In 2013, news broke that the celebrity chef, Paula Deen had, decades in the past, used racial slurs. In response, Target pulled her cookbooks from all store shelves. This sent a message that Target would not sell products if they disagreed with the author’s messaging.
In April of 2021, Not the Bee reported on a devotional offered at Target. This devotional includes a prayer that begins, “Please help me to hate White people. Or at least to want to hate them. At least, I want to stop caring about them, individually and collectively.”
Based on Target’s policies of removing books from the shelves if they disagree with the author, even if their disagreement with the author goes back decades, we can only assume that Target completely endorses this message. After all, if your policy is to rid your shelves of offensive content, then by logical deduction, anything left on the shelf you do not consider offensive.

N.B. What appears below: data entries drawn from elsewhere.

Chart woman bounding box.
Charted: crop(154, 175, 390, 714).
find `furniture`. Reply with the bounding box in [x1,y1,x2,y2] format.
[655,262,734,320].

And in case you are wondering what types of white people this author is asking God to help her to hate, she assures God that it is not the openly racist people she wants Him to help her to hate. “Those people are already in Hell . . . My prayer is that you would help me to hate the other White people – you know, the nice ones. The Fox News – loving, Trump supporting voters who ‘don’t see color’ but who make thinly veiled racist comments about ‘those people.’”

If you are a “nice” white person, Target endorses hating you.
And not only does Target endorse hatred for an entire race of people, but they also endorse making a mockery of the God of Abraham. The God of the Universe. The Bible says, “Anyone who does not love does not know God, because God is love.” A prayer that asks that God, the God who says, “there is no fear in love,” to help us to hate our neighbors, simply because of the color of their skin, is making a mockery of Orthodox Christianity (not to mention Judaism.)
And Target endorses this.
Had Target not decided to jump aboard the cancel culture train nearly a decade ago, by removing all their Paula Deen books, then they could argue that simply because they sell a book does not mean they endorse everything in that book. However, once they decided to remove items from the store based on their disagreements, it should leave only those books with which they agree. Therefore, the only logical conclusion is that Target is a bigoted corporation who hates people based on the color of their skin, and who blasphemes the God of the universe.